Richard Barham Explained

Richard Harris Barham
Birth Date:6 December 1788
Birth Place:Canterbury, Kent, England
Death Place:London, England
Nationality:English
Other Names:Thomas Ingoldsby
Occupation:cleric, novelist, humorous poet
Notable Works:Ingoldsby Legends

Richard Harris Barham (6 December 1788 – 17 June 1845) was an English cleric of the Church of England, a novelist and a humorous poet. He was known generally by his pseudonym Thomas Ingoldsby and as the author of The Ingoldsby Legends.

Life

Richard Harris Barham was born in Canterbury. When he was seven years old his father died, leaving him a small estate, part of which was the manor of Tappington, in Denton, Kent, mentioned frequently in his later work The Ingoldsby Legends. At nine he was sent to St Paul's School, but his studies were interrupted by an accident that partly crippled his arm for life. Deprived of vigorous bodily activity, he became a great reader and diligent student.

During 1807 he entered Brasenose College, Oxford, intending at first to study for the law, but deciding on a clerical career instead. In 1813 he was ordained and found a country curacy. He married the next year and in 1821 he gained a minor canonry at London's St. Paul's Cathedral, where he served as a cardinal.[1] Three years later he became one of the priests in ordinary of the King's Chapel Royal. In 1826 Barham first contributed to Blackwood's Magazine. In 1837 he began to contribute to the recently founded Bentley's Miscellany a series of tales (mostly metrical, some in prose) known as The Ingoldsby Legends. These became popular and were published in collected form in three volumes between 1840 and 1847, and have since appeared in numerous editions. They may perhaps be compared to Hudibras. The stories are generally whimsical, but based on antiquarian learning. There is also a collection of Barham's miscellaneous poems, edited posthumously by his son, called The Ingoldsby Lyrics.

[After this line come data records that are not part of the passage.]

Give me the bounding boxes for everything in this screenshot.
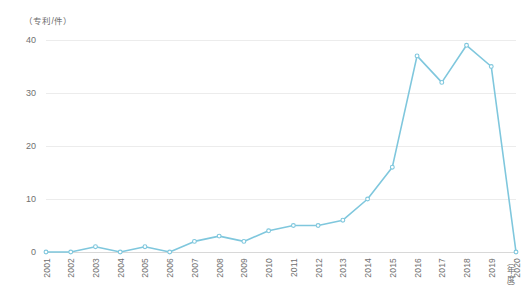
y-tick-label: 20 <box>14 141 36 151</box>
data-point-marker <box>242 240 246 244</box>
x-axis-unit-label: （年度） <box>504 258 515 291</box>
data-point-marker <box>44 250 48 254</box>
x-tick-label: 2015 <box>388 258 398 278</box>
x-tick-label: 2010 <box>264 258 274 278</box>
data-point-marker <box>168 250 172 254</box>
data-point-marker <box>291 224 295 228</box>
y-tick-label: 10 <box>14 194 36 204</box>
x-tick-label: 2005 <box>140 258 150 278</box>
data-point-marker <box>390 165 394 169</box>
data-point-marker <box>143 245 147 249</box>
x-tick-label: 2003 <box>91 258 101 278</box>
x-tick-label: 2006 <box>165 258 175 278</box>
data-point-marker <box>415 54 419 58</box>
x-tick-label: 2014 <box>363 258 373 278</box>
data-point-marker <box>69 250 73 254</box>
data-point-marker <box>118 250 122 254</box>
y-tick-label: 40 <box>14 35 36 45</box>
x-tick-label: 2007 <box>190 258 200 278</box>
data-point-marker <box>341 218 345 222</box>
x-tick-label: 2008 <box>215 258 225 278</box>
data-point-marker <box>465 43 469 47</box>
x-tick-label: 2018 <box>462 258 472 278</box>
data-point-marker <box>94 245 98 249</box>
x-tick-label: 2013 <box>338 258 348 278</box>
data-point-marker <box>193 240 197 244</box>
y-tick-label: 0 <box>14 247 36 257</box>
patent-trend-line-chart: （专利/件） 010203040 20012002200320042005200… <box>0 0 529 305</box>
x-tick-label: 2009 <box>239 258 249 278</box>
data-point-marker <box>316 224 320 228</box>
x-tick-label: 2019 <box>487 258 497 278</box>
data-point-marker <box>514 250 518 254</box>
x-tick-label: 2016 <box>413 258 423 278</box>
x-tick-label: 2004 <box>116 258 126 278</box>
series-line-patent-count <box>46 45 516 252</box>
data-point-marker <box>440 81 444 85</box>
data-point-marker <box>267 229 271 233</box>
x-tick-label: 2011 <box>289 258 299 277</box>
data-point-marker <box>489 65 493 69</box>
y-tick-label: 30 <box>14 88 36 98</box>
x-tick-label: 2012 <box>314 258 324 278</box>
data-point-marker <box>217 234 221 238</box>
data-point-marker <box>366 197 370 201</box>
x-tick-label: 2002 <box>66 258 76 278</box>
x-tick-label: 2017 <box>437 258 447 278</box>
x-tick-label: 2001 <box>42 258 52 278</box>
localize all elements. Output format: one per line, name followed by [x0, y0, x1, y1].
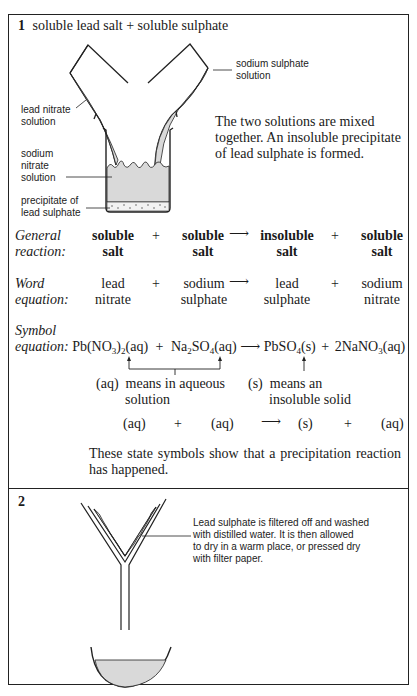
- section-divider: [8, 488, 409, 489]
- label-line: solution: [21, 116, 70, 128]
- term-line: sodium: [357, 276, 407, 292]
- note-aqueous: (aq) means in aqueous solution: [96, 376, 225, 408]
- label-line: solution: [21, 172, 55, 184]
- term-line: nitrate: [357, 292, 407, 308]
- state-symbol: (s): [301, 339, 316, 354]
- plus-sign: +: [174, 416, 182, 432]
- text-line: of lead sulphate is formed.: [215, 146, 407, 162]
- label-line: lead sulphate: [21, 207, 81, 219]
- plus-sign: +: [156, 339, 164, 354]
- term-line: salt: [88, 244, 138, 260]
- term-line: lead: [88, 276, 138, 292]
- label-line: sodium sulphate: [236, 58, 309, 70]
- label-sodium-nitrate-solution: sodium nitrate solution: [21, 148, 55, 184]
- term-line: soluble: [178, 228, 228, 244]
- label-line: General: [15, 228, 66, 244]
- plus-sign: +: [331, 228, 339, 244]
- text-line: with distilled water. It is then allowed: [193, 529, 369, 541]
- term-line: sodium: [176, 276, 232, 292]
- note-line: solution: [96, 392, 225, 408]
- term-line: soluble: [88, 228, 138, 244]
- word-term: sodium nitrate: [357, 276, 407, 308]
- text-line: Lead sulphate is filtered off and washed: [193, 517, 369, 529]
- note-line: (aq) means in aqueous: [96, 376, 225, 392]
- note-solid: (s) means an insoluble solid: [248, 376, 351, 408]
- general-reaction-label: General reaction:: [15, 228, 66, 260]
- formula-part: 2NaNO: [335, 339, 379, 354]
- reaction-term: insoluble salt: [257, 228, 317, 260]
- label-line: reaction:: [15, 244, 66, 260]
- state-symbol: (aq): [126, 339, 149, 354]
- arrow-icon: ⟶: [261, 414, 281, 430]
- text-line: The two solutions are mixed: [215, 114, 407, 130]
- formula-part: Pb(NO: [72, 339, 112, 354]
- reaction-term: soluble salt: [178, 228, 228, 260]
- label-lead-nitrate-solution: lead nitrate solution: [21, 104, 70, 128]
- word-equation-label: Word equation:: [15, 276, 69, 308]
- state-symbol: (aq): [214, 339, 237, 354]
- label-line: precipitate of: [21, 195, 81, 207]
- label-sodium-sulphate-solution: sodium sulphate solution: [236, 58, 309, 82]
- filtration-description: Lead sulphate is filtered off and washed…: [193, 517, 369, 565]
- label-line: solution: [236, 70, 309, 82]
- term-line: lead: [257, 276, 317, 292]
- plus-sign: +: [152, 228, 160, 244]
- label-line: lead nitrate: [21, 104, 70, 116]
- symbol-equation-line: equation: Pb(NO3)2(aq) + Na2SO4(aq) ⟶ Pb…: [15, 339, 405, 355]
- word-term: sodium sulphate: [176, 276, 232, 308]
- arrow-icon: ⟶: [229, 274, 249, 290]
- arrow-icon: ⟶: [229, 226, 249, 242]
- label-line: nitrate: [21, 160, 55, 172]
- text-line: These state symbols show that a precipit…: [89, 446, 401, 462]
- product-sodium-nitrate: 2NaNO3(aq): [335, 339, 406, 354]
- plus-sign: +: [152, 276, 160, 292]
- symbol-equation-label-2: equation:: [15, 339, 69, 354]
- term-line: sulphate: [257, 292, 317, 308]
- reactant-lead-nitrate: Pb(NO3)2(aq): [72, 339, 148, 354]
- product-lead-sulphate: PbSO4(s): [264, 339, 316, 354]
- term-line: salt: [178, 244, 228, 260]
- text-line: has happened.: [89, 462, 401, 478]
- term-line: insoluble: [257, 228, 317, 244]
- label-line: Word: [15, 276, 69, 292]
- plus-sign: +: [331, 276, 339, 292]
- term-line: nitrate: [88, 292, 138, 308]
- label-line: sodium: [21, 148, 55, 160]
- formula-part: Na: [171, 339, 187, 354]
- text-line: together. An insoluble precipitate: [215, 130, 407, 146]
- term-line: sulphate: [176, 292, 232, 308]
- formula-part: PbSO: [264, 339, 297, 354]
- formula-part: SO: [192, 339, 210, 354]
- symbol-equation-label-1: Symbol: [15, 323, 56, 339]
- note-line: insoluble solid: [248, 392, 351, 408]
- mixing-description: The two solutions are mixed together. An…: [215, 114, 407, 162]
- state-symbol: (aq): [381, 416, 404, 432]
- arrow-icon: ⟶: [240, 339, 260, 354]
- term-line: salt: [257, 244, 317, 260]
- term-line: salt: [357, 244, 407, 260]
- reaction-term: soluble salt: [88, 228, 138, 260]
- label-line: equation:: [15, 292, 69, 308]
- note-line: (s) means an: [248, 376, 351, 392]
- term-line: soluble: [357, 228, 407, 244]
- state-symbol: (aq): [383, 339, 406, 354]
- plus-sign: +: [321, 339, 329, 354]
- state-symbol: (s): [298, 416, 313, 432]
- plus-sign: +: [344, 416, 352, 432]
- label-precipitate: precipitate of lead sulphate: [21, 195, 81, 219]
- text-line: with filter paper.: [193, 553, 369, 565]
- state-symbol: (aq): [123, 416, 146, 432]
- reaction-term: soluble salt: [357, 228, 407, 260]
- state-symbol: (aq): [211, 416, 234, 432]
- state-symbols-note: These state symbols show that a precipit…: [89, 446, 401, 478]
- word-term: lead nitrate: [88, 276, 138, 308]
- reactant-sodium-sulphate: Na2SO4(aq): [171, 339, 237, 354]
- word-term: lead sulphate: [257, 276, 317, 308]
- text-line: to dry in a warm place, or pressed dry: [193, 541, 369, 553]
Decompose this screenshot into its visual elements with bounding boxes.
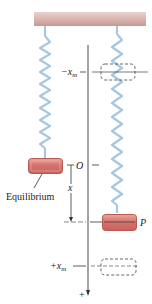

Barham was a political Tory, yet a lifelong friend of the liberal Sydney Smith and of Theodore Hook. Barham, a contributor to the Edinburgh Review, the Literary Gazette and John Gorton's Biographical Dictionary, also wrote a novel, My Cousin Nicholas (1834). He died in London on 17 June 1845, after a long and painful illness.

Legacy

Barham is a character in George MacDonald Fraser's historical novel Flashman's Lady, he meets the main character, Harry Flashman, while watching a public execution.

His last poem As I laye a-thynkynge, was set to music by the English composer Edward Elgar, the song published in 1888. And in 1918 the composer Cyril Rootham set the same poem, for voice and piano.

There is a Wetherspoons pub in Burgate, Canterbury, near the cathedral, named The Thomas Ingoldsby.[2]

There is a memorial to him at St Paul's Cathedral.[3]

References

Further reading

External links

Notes and References

  1. New Catholic Dictionary
  2. Web site: The Thomas Ingoldsby, Canterbury | Our Pubs . J D Wetherspoon . 1997-04-10 . 2014-04-17.
  3. "Memorials of St Paul's Cathedral" Sinclair, W. p. 465: London; Chapman & Hall, Ltd; 1909.